It’s getting to be almost embarrassing how popular transit is with voters.

We win just about every time there’s a referendum on the ballot.

In the face of a well-organized ideological campaign to cut transit service in Charlotte (a few weeks before the light rail line is scheduled to start running), voters overwhelmingly rejected the measure and thus decided the sales tax for transit is a smart investment.

Here’s a story from the Charlotte Observer. It begins with these delicious paragraphs:

Mecklenburg County voters overwhelmingly backed the transit sales tax Tuesday, dismissing an aggressive grass-roots effort to repeal it and endorsing CATS’ ambitious plans to expand light rail and buses.

The margin of victory stunned even transit supporters. With all but one precinct counted, 70 percent voted against repeal, with 30 percent in favor of stopping the tax. The number of people voting for repeal — roughly 37,000 — fell short of the 48,000 signatures collected that put the tax back on the ballot.

Black precincts were particularly strong for transit, the article notes. That’s an important insight for our transit advocacy — African-Americans are part of our base.

In San Francisco, two competing referenda presented voters with a stark choice: transit or traffic. Proposition A, drafted and funded by the civic planning types with unanimous support (!) by municipal leaders, invests in Muni (their transit network). Proposition H, drafted and funded by GAP owner and apparent ideologue Don Fisher, would have permitted far more parking spots in the city. Civic leaders were nervous, as everyone likes free parking (right?), so it seemed like an easy one to hookwink the electorate and leave them with more congestion and pollution to go with those parking spaces. (Here’s a great write-up in the Golden Gate XPress).

Turns out, the San Francisco electorate (in a very low turnout election so the voters skewed more conservative) embraced transit and rejected the high costs of free parking.

These two sweet victories suggest that the electorate is generally more pro-transit than conventional wisdom holds, and that suggests we need to be bolder and more audacious with our requests to elected officials for transit investments. The people are with us!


__WORK REQUEST__. Would you reproduce each line below exactly, leaving every picture out?

__EXCERPTED RECORDS__.
====

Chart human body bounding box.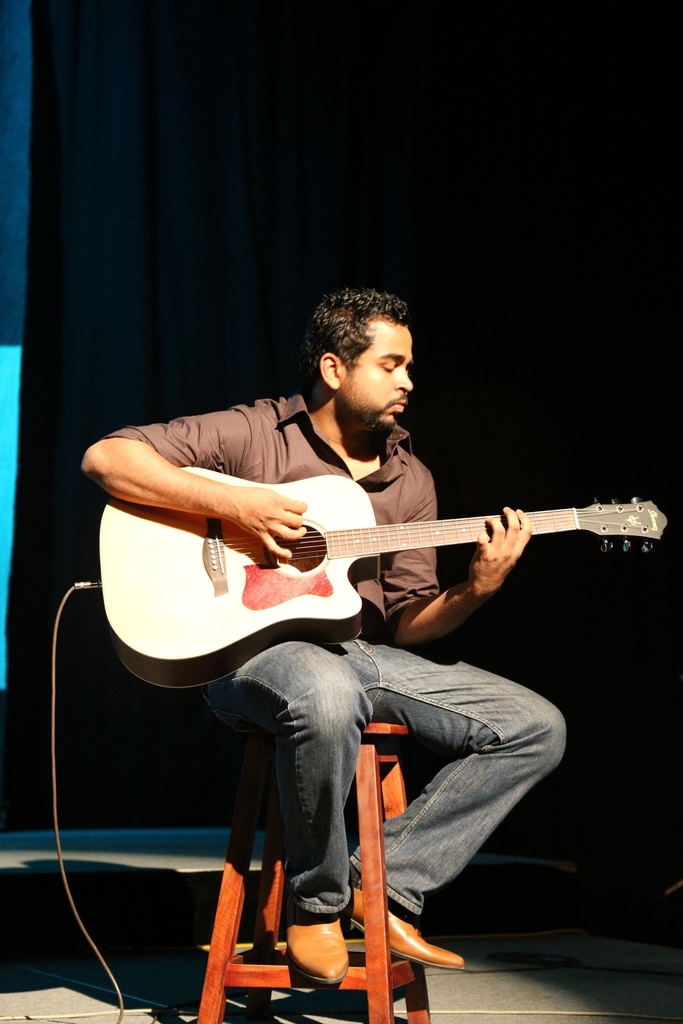
Charted: [x1=98, y1=264, x2=561, y2=922].
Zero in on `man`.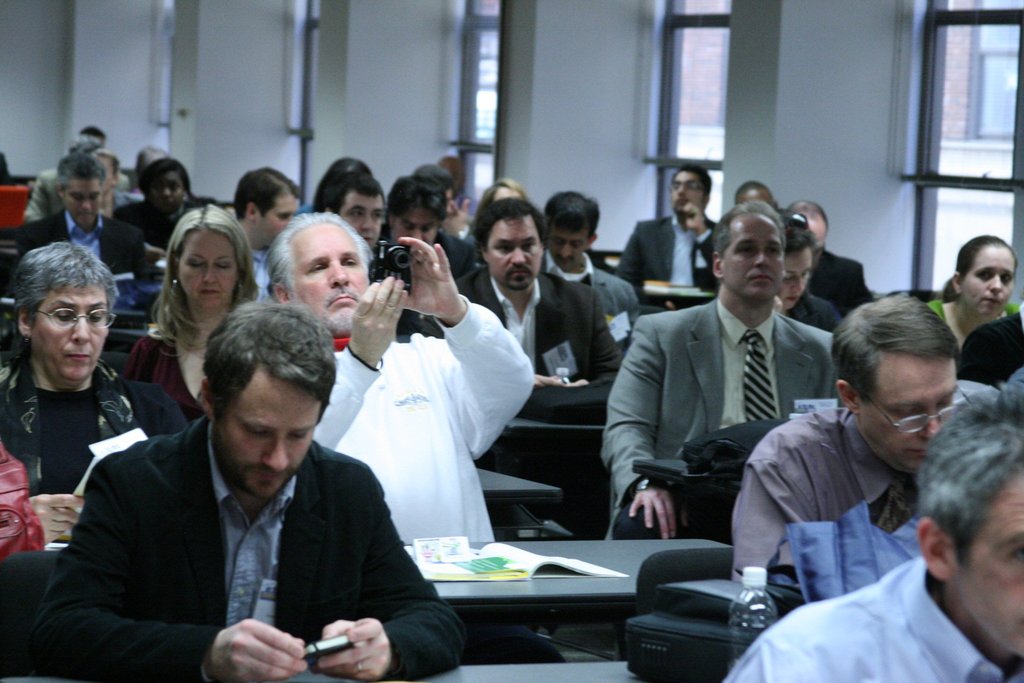
Zeroed in: [x1=468, y1=198, x2=620, y2=525].
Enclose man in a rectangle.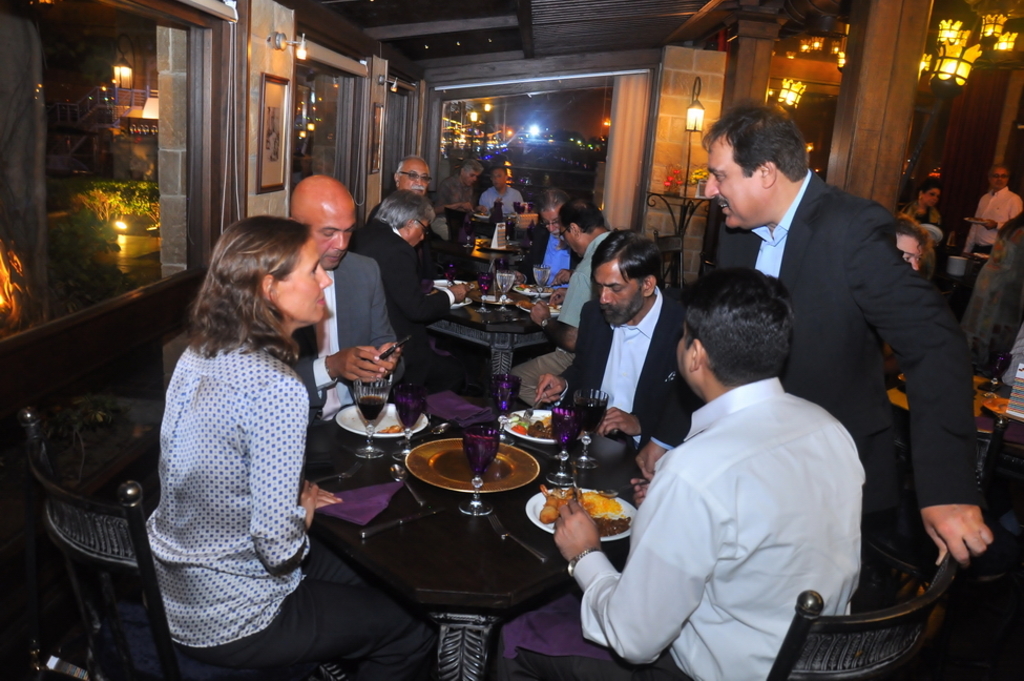
[x1=481, y1=167, x2=530, y2=223].
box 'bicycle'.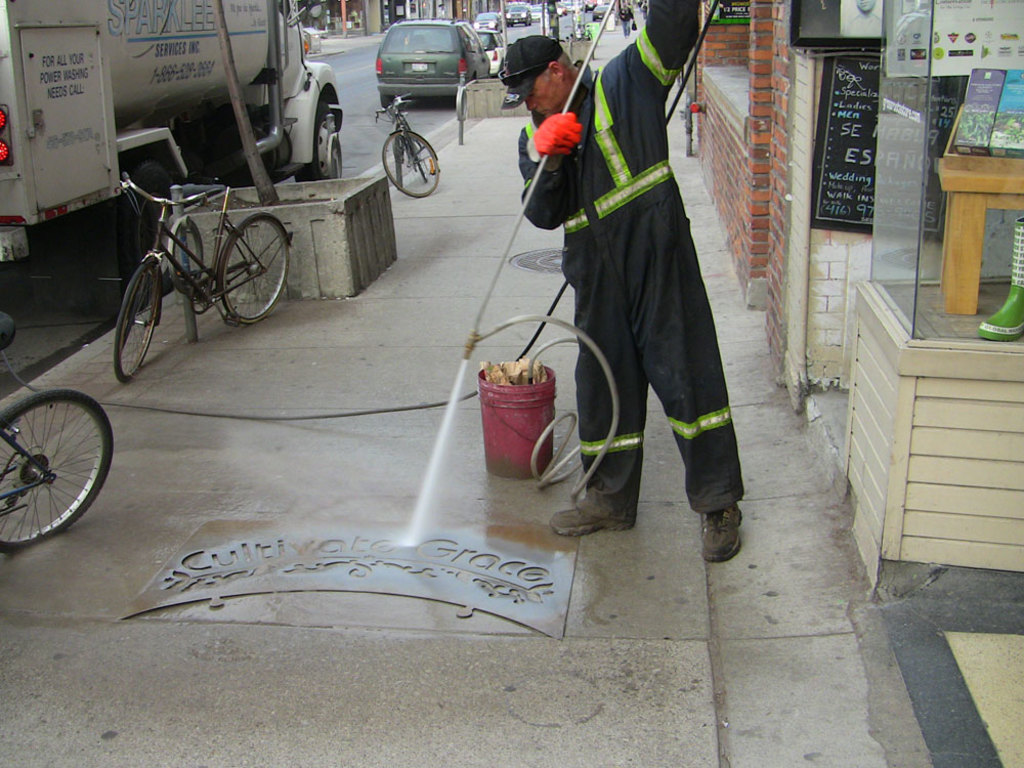
<bbox>373, 91, 441, 200</bbox>.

====

__OUTPUT FOR THIS EXERCISE__.
Chart human body bounding box.
Charted: [x1=98, y1=264, x2=561, y2=922].
Zero in on `man`.
Zeroed in: [x1=468, y1=198, x2=620, y2=525].
Enclose man in a rectangle.
[x1=481, y1=167, x2=530, y2=223].
box 'bicycle'.
<bbox>373, 91, 441, 200</bbox>.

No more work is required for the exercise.